Now that I think about it some more, there may be a way.
Basic Idea
You say you are using a tile-based map, so you might consider implementing tile-based collision detection far away from the player. Consider the following diagram:

Dashed Lines:
- Green Screen Limits (Camera). Everything intersecting or inside this box is on-screen.
- Red Box2d Limits. Everything intersecting or inside this box is being updated by box2d.
- Blue Gameplay Limits. Everything inside this box is being updated.*
*I will refer to the space inside the blue box, but outside the red box as the tile-region.
Entities:
- Circle The player. The camera follows the player around (could be always centered on the player's position in the simplest case), but the red and green box always share the same center.
- Red Shapes Enemies. Constantly moving towards the player.
- Black Squares Obstacle Tiles.
Filled vs. Unfilled:
- Filled Shapes Box2d Active. These shapes contain active box2d bodies.
- Unfilled Shapes Box2d Inactive.
Updating
The key here is to update your enemies in 2 ways: when they are inside the red box, update them as you normally do.
When they are outside the red box (b2body is inactive), update their position discretely. That is, allow them to move to the next tile after a set amount of time (in accordance with the speed they are allowed to move as a box2d body). If you want info on how to do the path-finding, check out these two answers.
To do this you could maintain a list of tile-enemies, and a list of box2d enemies. Then you need to update the list of tile-enemies each turn.
If you are using a an ECS the implementation becomes much clearer: enemies in the tile region have a TileMove
component. Which looks something like this:
TileMove
- timeOnTile //The amount of time the enemy has spent on the current tile
- timeToMove //The amount of time required to spend on the current tile before moving again
- currentDestination //Probably the player
- currentTile //The tile the enemy occupies
The TileMoveSystem::update
it, or TileMove::update
code might look like this:
timeOnTile += dt
if (timeOnTile >= timeToMove){
//Decide where to move; probably includes some pathfinding and/or steering behaviours
oldTile->occupant = NULL //Tell the old tile it's no longer occupied
newTile->occupant = self //Tell the new tile it's now occupied
timeOnTile = 0.0;
}
Crossing the Tile Region - Box2d Boundary
You also need to be able to check if enemies are crossing the red box boundary and decide what to do with them.
Box2d to Tiled Region -
On the box2d side, it's pretty easy. I would reccomend making a sensor body that is updated with the camera's position and orientation. The dimensions of the sensor body are the same as the red box. Whenever the endContact
callback is triggered from the sensor, deactivate the b2body belonging to that entity, and create/restore a TileMove
component.
Tiled Region to Box2d -
Going the other way, you need to do your own area check to see if any of your tiled enemies have entered the red box. This is probably the trickiest bit. My gut feeling is that you should get the AABB of the red box, and query all the tiles (a rectangular sub-region of the global grid) to see if there is an enemy/obstacle that currently occupies each tile. For each entity found with a tileMove
component, do a narrow phase test to see if it's actually inside the red box.
Alternatively, just make the red box the AABB that's centered with the green box, like in the figure below

In this case there doesn't need to be a narrow phase; every occupied tile in the AABB region will activate its occupant. The drawback here is that there will need to be a few more active enemies than there would be otherwise.
In any case, once you have determined that an entity needs to move back into the box2d region you need to:
- create/restore the
PhysicsBody
component
- Set the transform of the box2d body to the current tile position.
- (re)activate the box2d body
- Remove the
MoveTile
component
Drawbacks
First, this means there is a whole other group of objects you have to maintain (the tile-entities). Also, you say you have ~150 bodies in the simulation. There's a lot of changes I've suggested, and the overhead cpu cost of determining when enemies/obstacles are inside/outside the box2d region (and transforming them appropriately) might not give the net performance gain you desire.
What I can say, is that, the more enemies you have in your game, the better this method will perform vs. the pure box2d implementation.
Finally, although I am somewhat uncertain as to the impact it will have on the overall performance, I am confident that this answers your core question: it will reduce the execution time of the box2d simulation.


◆ Try it: Take the material below and output exactly the run of lines from the one containing "Lead me to <b>woman</b>." down to the one containing "I want to find bottle. Give me its bbox.", with both included.

══ Records for this exercise ══

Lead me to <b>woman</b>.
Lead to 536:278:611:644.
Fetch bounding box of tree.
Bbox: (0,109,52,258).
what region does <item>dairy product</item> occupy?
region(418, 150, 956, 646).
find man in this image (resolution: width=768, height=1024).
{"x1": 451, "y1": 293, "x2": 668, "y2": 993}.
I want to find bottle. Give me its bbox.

═══
══ Records for this exercise ══

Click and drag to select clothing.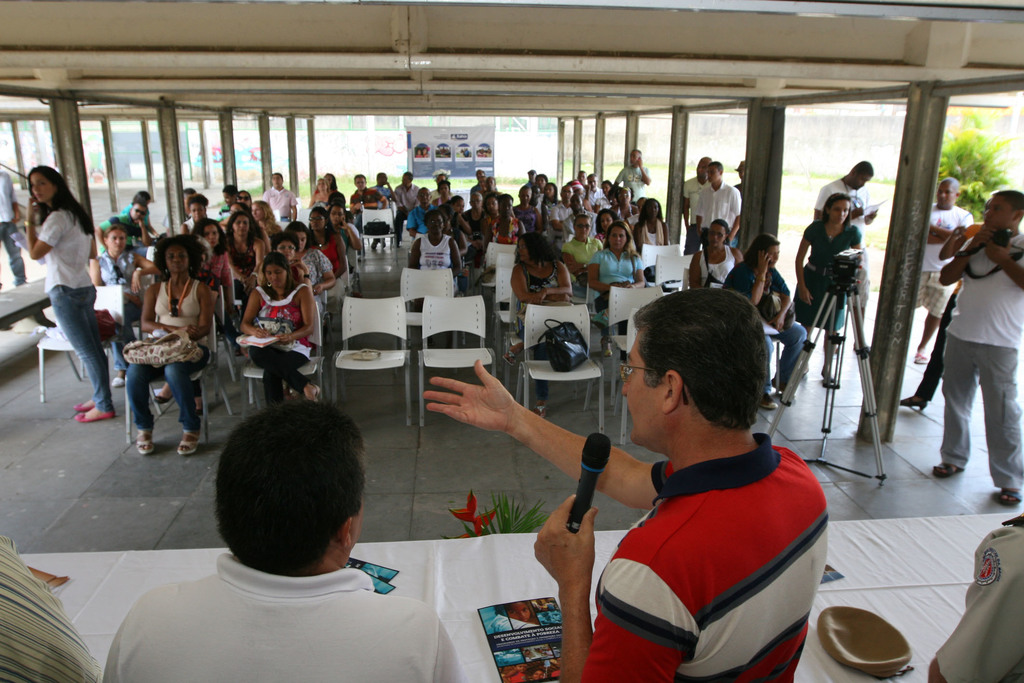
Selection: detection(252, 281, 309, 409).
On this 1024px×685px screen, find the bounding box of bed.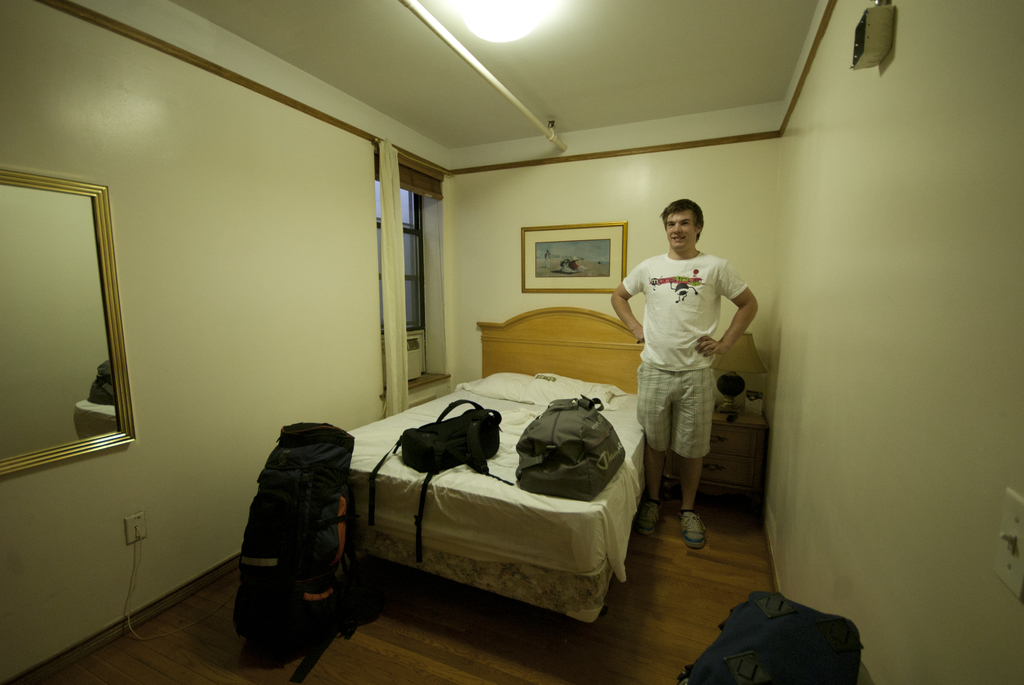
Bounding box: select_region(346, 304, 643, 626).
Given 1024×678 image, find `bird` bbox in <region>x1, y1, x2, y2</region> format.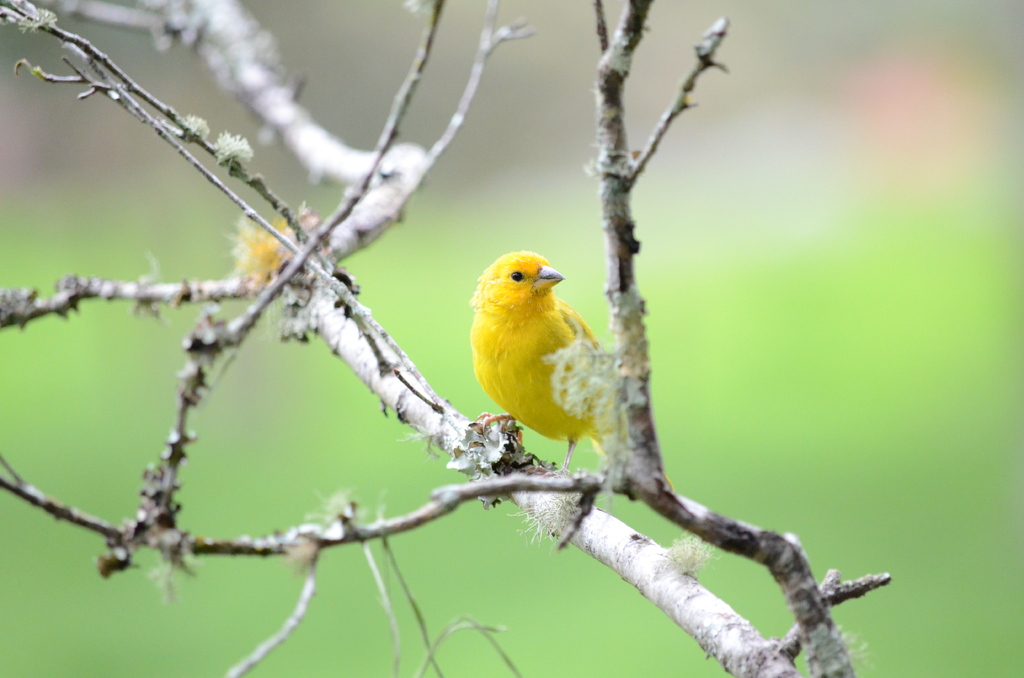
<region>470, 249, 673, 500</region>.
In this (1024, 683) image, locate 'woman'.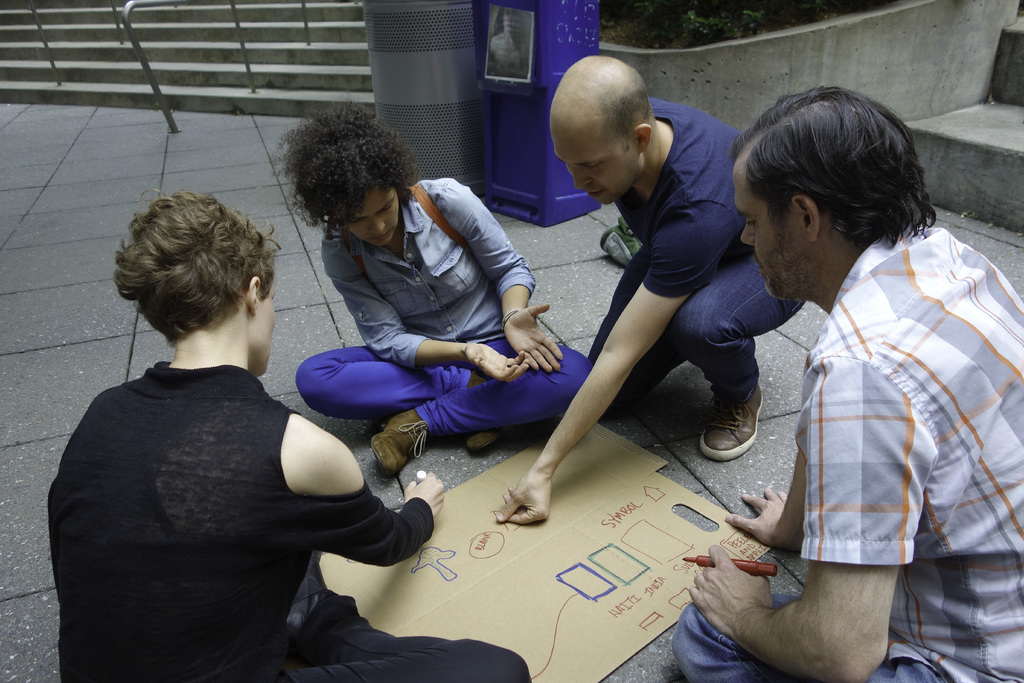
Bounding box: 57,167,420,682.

═══
══ Records for this exercise ══

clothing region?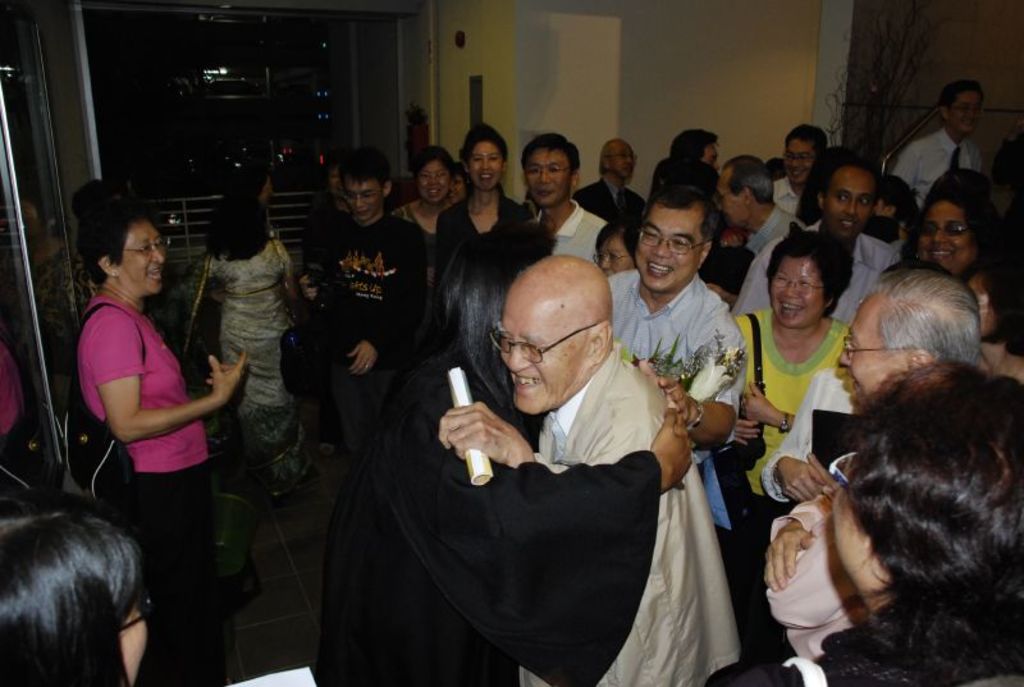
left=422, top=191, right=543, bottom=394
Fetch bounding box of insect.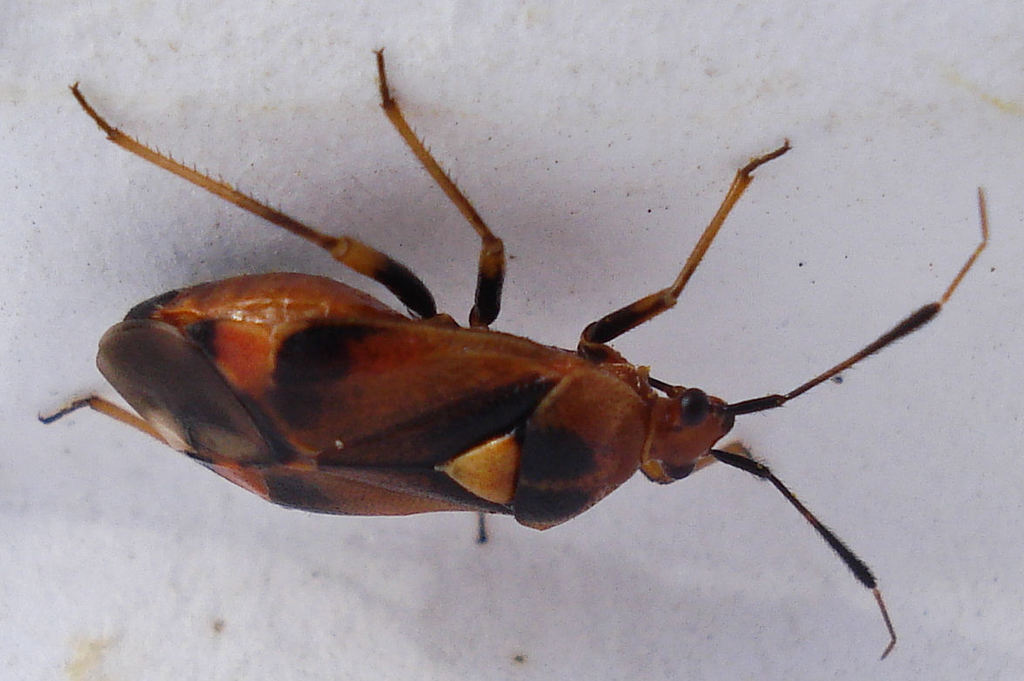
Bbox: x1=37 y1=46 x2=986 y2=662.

═══

◆ Solution to this exercise:
Lead me to <b>woman</b>.
Lead to 536:278:611:644.
Fetch bounding box of tree.
Bbox: (0,109,52,258).
what region does <item>dairy product</item> occupy?
region(418, 150, 956, 646).
find man in this image (resolution: width=768, height=1024).
{"x1": 451, "y1": 293, "x2": 668, "y2": 993}.
I want to find bottle. Give me its bbox.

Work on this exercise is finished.